Chemical recycling has the potential to provide a solution for mixed plastics waste - and to help meet the demand for high-quality recycled plastics. It is an attractive proposition, and one that has led to a surprisingly high number of projects and technologies, most of which are still at the experimental phase or have not yet progressed beyond pilot scale. The technology is still just emerging but the race is on, to develop a recycling process that can be ‘scaled up to chemical industry volumes, is flexible enough to use most plastic wastes as feedstocks, has an attractive LCA, can economically enable the purchase of waste plastic feedstock, and is simple and cost effective’, said David Sudolsky, president and CEO of Anellotech, a sustainable technology company founded in 2008 in New York.
Anellotech first developed and patented its Bio-TCat technology, a thermal catalytic process for converting biomass into bio-based BTX, or benzene, toluene and xylene - all chemically identical to their petroleum-based counterparts. That process is now ready for commercialisation.
Meanwhile, the company also decided to expand its development programme, and in 2019 announced it was working on Plas-TCat, a new process technology which was aimed at converting a wide range of plastic waste directly into chemicals – which could then be used to make new, virgin plastics. The process, said Sudolsky, is the game-changer the industry is looking for, able to meet the criteria he mentioned above.

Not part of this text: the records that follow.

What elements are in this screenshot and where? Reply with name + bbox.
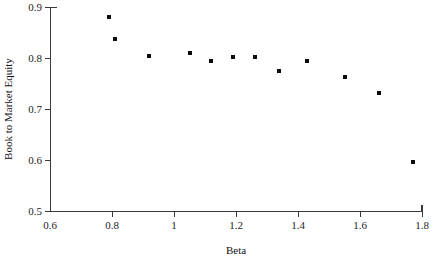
data-point [147, 54, 151, 58]
x-tick-label: 1.8 [415, 219, 429, 231]
y-tick-label: 0.6 [28, 154, 42, 166]
x-tick-label: 0.6 [43, 219, 57, 231]
data-point [113, 37, 117, 41]
scatter-chart-figure: 0.50.60.70.80.9 0.60.811.21.41.61.8 Beta… [0, 0, 443, 259]
data-point [107, 15, 111, 19]
data-point [277, 69, 281, 73]
y-tick-label: 0.5 [28, 205, 42, 217]
x-axis-ticks: 0.60.811.21.41.61.8 [43, 212, 429, 232]
data-point [411, 160, 415, 164]
x-tick-label: 1 [171, 219, 177, 231]
data-point [253, 55, 257, 59]
data-point [188, 51, 192, 55]
y-tick-label: 0.7 [28, 103, 42, 115]
x-tick-label: 1.4 [291, 219, 305, 231]
y-axis-title: Book to Market Equity [2, 58, 14, 160]
y-axis-ticks: 0.50.60.70.80.9 [28, 1, 50, 217]
x-tick-label: 0.8 [105, 219, 119, 231]
data-point [231, 55, 235, 59]
x-axis-title: Beta [226, 244, 246, 256]
data-point [343, 75, 347, 79]
data-point [209, 59, 213, 63]
data-point [377, 91, 381, 95]
axes [50, 7, 423, 212]
y-tick-label: 0.8 [28, 52, 42, 64]
data-point [305, 59, 309, 63]
x-tick-label: 1.2 [229, 219, 243, 231]
y-tick-label: 0.9 [28, 1, 42, 13]
data-point-series [107, 15, 415, 164]
x-tick-label: 1.6 [353, 219, 367, 231]
plot-area: 0.50.60.70.80.9 0.60.811.21.41.61.8 Beta… [0, 0, 443, 259]
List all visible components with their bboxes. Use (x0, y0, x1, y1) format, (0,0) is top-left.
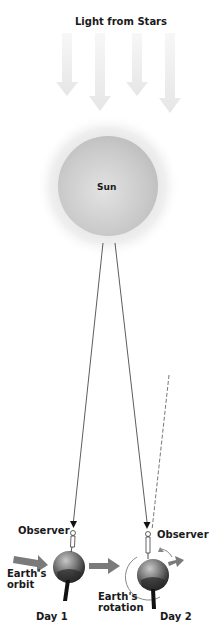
sight-lines (70, 243, 169, 530)
earth-axis-day2 (151, 589, 156, 609)
day1-label: Day 1 (36, 611, 68, 622)
starlight-arrows (56, 33, 181, 113)
earths-rotation-label-line1: Earth's (98, 591, 137, 602)
starlight-arrow-3 (126, 33, 148, 96)
rotation-arrow-icon (161, 549, 172, 557)
sight-line-day1 (74, 243, 104, 521)
starlight-arrow-2 (89, 33, 111, 111)
starlight-arrow-1 (56, 33, 78, 96)
earths-orbit-label-line1: Earth's (7, 568, 46, 579)
sight-arrow-day2 (144, 522, 151, 529)
earth-axis-day1 (63, 580, 70, 601)
orbit-forward-arrow-icon (168, 556, 184, 567)
diagram-canvas (0, 0, 211, 641)
orbit-progress-arrow-icon (89, 558, 120, 574)
observer-label-day1: Observer (18, 525, 70, 536)
earths-orbit-label-line2: orbit (7, 579, 34, 590)
sight-arrow-day1 (70, 521, 77, 528)
day2-label: Day 2 (160, 611, 192, 622)
observer-label-day2: Observer (157, 529, 209, 540)
parallel-dashed-line (152, 375, 169, 530)
sight-line-day2 (115, 243, 147, 522)
earths-rotation-label-line2: rotation (98, 602, 144, 613)
stellar-parallax-diagram: Light from Stars Sun Observer Observer E… (0, 0, 211, 641)
earth-day1 (53, 531, 85, 602)
diagram-title: Light from Stars (75, 16, 167, 27)
starlight-arrow-4 (159, 33, 181, 113)
sun-label: Sun (97, 182, 116, 193)
observer-figure-day2 (146, 532, 151, 560)
observer-figure-day1 (71, 531, 76, 553)
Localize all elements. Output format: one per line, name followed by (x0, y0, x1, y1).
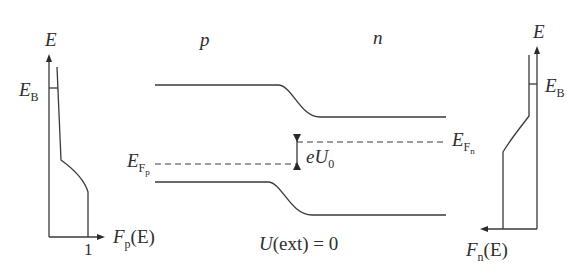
efp-sub: Fp (139, 161, 150, 175)
pn-junction-diagram: E EB Fp(E) 1 p n EFp EFn eU0 U(ext) = 0 … (0, 0, 587, 274)
left-eb-label: EB (19, 80, 39, 99)
valence-band-edge (155, 182, 446, 215)
right-eb-sub: B (557, 86, 565, 100)
left-fp-curve (57, 67, 88, 237)
right-energy-axis-label: E (533, 22, 545, 41)
right-eb-letter: E (545, 75, 557, 96)
left-fp-axis-label: Fp(E) (113, 227, 155, 246)
conduction-band-edge (155, 85, 446, 117)
right-fn-sub: n (478, 250, 484, 264)
external-voltage-caption: U(ext) = 0 (259, 234, 338, 253)
left-occupation-graph (49, 58, 101, 237)
efn-letter: E (452, 129, 464, 150)
efp-label: EFp (127, 151, 150, 170)
left-fp-sub: p (125, 237, 131, 251)
eu0-label: eU0 (306, 147, 334, 166)
right-fn-paren: (E) (484, 239, 508, 260)
eu0-sub: 0 (328, 157, 334, 171)
eu0-arrow-bottom-icon (293, 162, 301, 170)
efp-sub-p: p (145, 167, 150, 177)
left-tick-one: 1 (84, 241, 93, 258)
left-eb-sub: B (31, 90, 39, 104)
p-region-label: p (200, 30, 210, 49)
efp-letter: E (127, 150, 139, 171)
right-occupation-graph (484, 50, 537, 229)
n-region-label: n (373, 28, 383, 47)
eu0-arrow-top-icon (293, 134, 301, 142)
right-eb-label: EB (545, 76, 565, 95)
left-fp-paren: (E) (131, 226, 155, 247)
band-diagram (155, 85, 446, 215)
efn-sub: Fn (464, 140, 475, 154)
left-fp-letter: F (113, 226, 125, 247)
right-fn-curve (503, 55, 529, 229)
right-fn-letter: F (466, 239, 478, 260)
eu0-u: U (314, 146, 328, 167)
right-fn-axis-label: Fn(E) (466, 240, 508, 259)
efn-label: EFn (452, 130, 475, 149)
left-energy-axis-label: E (45, 30, 57, 49)
left-eb-letter: E (19, 79, 31, 100)
efn-sub-n: n (470, 146, 475, 156)
caption-u: U (259, 233, 273, 254)
caption-rest: (ext) = 0 (273, 233, 339, 254)
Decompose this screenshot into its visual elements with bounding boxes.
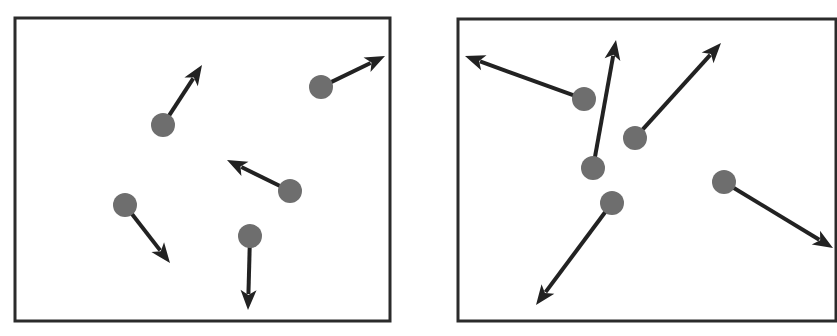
particle-circle [712,170,736,194]
particle-circle [309,75,333,99]
particle-motion-diagram [0,0,837,336]
particle-circle [572,87,596,111]
particle-circle [581,156,605,180]
panel-frame [458,19,836,321]
particle-circle [278,179,302,203]
particle-circle [238,224,262,248]
high-energy-panel [458,19,836,321]
particle-circle [623,126,647,150]
panel-frame [15,18,390,321]
particle-circle [113,193,137,217]
particle-circle [600,191,624,215]
low-energy-panel [15,18,390,321]
velocity-arrow-shaft [248,243,249,294]
particle-circle [151,113,175,137]
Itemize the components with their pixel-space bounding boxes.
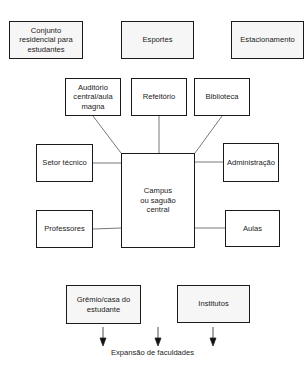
box-label: Conjunto: [19, 26, 73, 35]
box-label: Esportes: [143, 35, 173, 44]
box-label: estudantes: [19, 45, 73, 54]
box-label: Setor técnico: [42, 158, 86, 167]
connector-biblioteca: [195, 116, 222, 153]
campus-diagram: Conjunto residencial para estudantes Esp…: [0, 0, 305, 365]
box-administracao: Administração: [223, 143, 279, 182]
box-estacionamento: Estacionamento: [231, 21, 304, 59]
box-auditorio: Auditório central/aula magna: [65, 78, 121, 116]
arrowhead-icon: [155, 338, 161, 346]
arrowhead-icon: [210, 338, 216, 346]
box-label: magna: [73, 102, 112, 111]
box-professores: Professores: [36, 210, 93, 248]
box-setor-tecnico: Setor técnico: [36, 144, 93, 182]
box-refeitorio: Refeitório: [131, 78, 187, 116]
box-label: Administração: [227, 158, 275, 167]
box-label: estudante: [77, 305, 131, 314]
box-label: Biblioteca: [206, 92, 239, 101]
arrowhead-icon: [100, 338, 106, 346]
expansion-caption: Expansão de faculdades: [0, 348, 305, 357]
connector-professores: [93, 228, 121, 229]
connector-auditorio: [93, 116, 121, 153]
box-gremio: Grêmio/casa do estudante: [66, 285, 141, 324]
box-label: Institutos: [198, 299, 228, 308]
box-label: residencial para: [19, 35, 73, 44]
box-campus-hub: Campus ou saguão central: [121, 153, 195, 248]
box-label: Estacionamento: [240, 35, 294, 44]
box-label: Refeitório: [143, 92, 176, 101]
box-label: Professores: [44, 224, 85, 233]
box-label: Grêmio/casa do: [77, 295, 131, 304]
box-label: Campus: [140, 186, 175, 195]
box-label: central/aula: [73, 92, 112, 101]
box-label: Auditório: [73, 83, 112, 92]
box-label: ou saguão: [140, 196, 175, 205]
box-biblioteca: Biblioteca: [194, 78, 250, 116]
box-label: Aulas: [243, 224, 262, 233]
box-label: central: [140, 205, 175, 214]
box-institutos: Institutos: [177, 285, 250, 323]
box-aulas: Aulas: [225, 210, 280, 247]
box-esportes: Esportes: [121, 21, 194, 59]
box-conjunto-residencial: Conjunto residencial para estudantes: [9, 21, 83, 59]
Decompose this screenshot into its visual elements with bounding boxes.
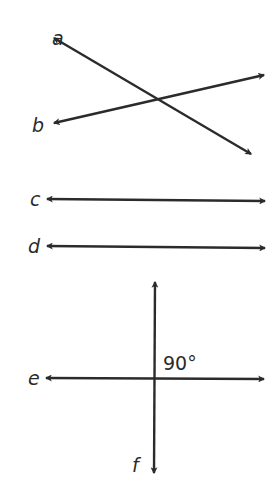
angle-label: 90° xyxy=(163,352,197,374)
line-label-d: d xyxy=(28,235,41,257)
line-a xyxy=(54,38,251,154)
line-label-f: f xyxy=(132,454,142,476)
line-label-b: b xyxy=(32,114,44,136)
line-c xyxy=(47,199,265,201)
line-b xyxy=(54,75,264,123)
line-label-c: c xyxy=(30,188,41,210)
line-label-a: a xyxy=(52,27,64,49)
geometry-diagram: abcdef90° xyxy=(0,0,273,501)
line-f xyxy=(154,282,155,473)
line-d xyxy=(47,246,265,248)
line-label-e: e xyxy=(28,367,40,389)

Plas-TCat technology, he explained, can transform plastic waste such as composite films, mixed plastics and plastics with biomass – such as paper labels – directly into valuable chemicals. “It can handle oxygenated polymers, an important advantage over pyrolysis processes that produce complex oil mixtures which require upgrading and additional conversion in steam crackers,” he said.
The Plas-TCat process is anticipated to have significantly higher yields of olefins (<C5 olefins) and BTX over today’s conventional pyrolysis plastic recycling technologies, which would be coupled with secondary processing in an ethylene pyrolysis furnace. It therefore offers a new, direct route to olefins and aromatics from low value plastic waste feedstock. Preliminary LCA assessment indicates a potential to reduce CO2 emissions up to 50% versus monomers from steam crackers.
While the preferred feedstocks for Plas-TCat are polyolefins, the process can also profitably process nylon, PET, polystyrene and other plastics that are widely used today.
The scalability of the process means that commercial plants should be able to exceed 200,000 metric tons/year of olefins and/or BTX production from a single reactor system processing majority polyolefin plastic waste.
Plas-TCat main products include aromatics (benzene, toluene, xylenes), olefins (ethylene, propylene) and low molecular weight paraffins (ethane, propane).
In June 2020, Anellotech announced that R Plus Japan Ltd., a newly formed joint venture company, is providing financial and strategic support for the development of Plas-TCat technology for recycling used plastics. RPJ was established by 12 cross-industry partners within the Japanese plastics supply chain. Since formation, RPJ now has grown to over 38 member companies, and has a goal to have a Plas-TCat commercial unit operating in Japan in 2027.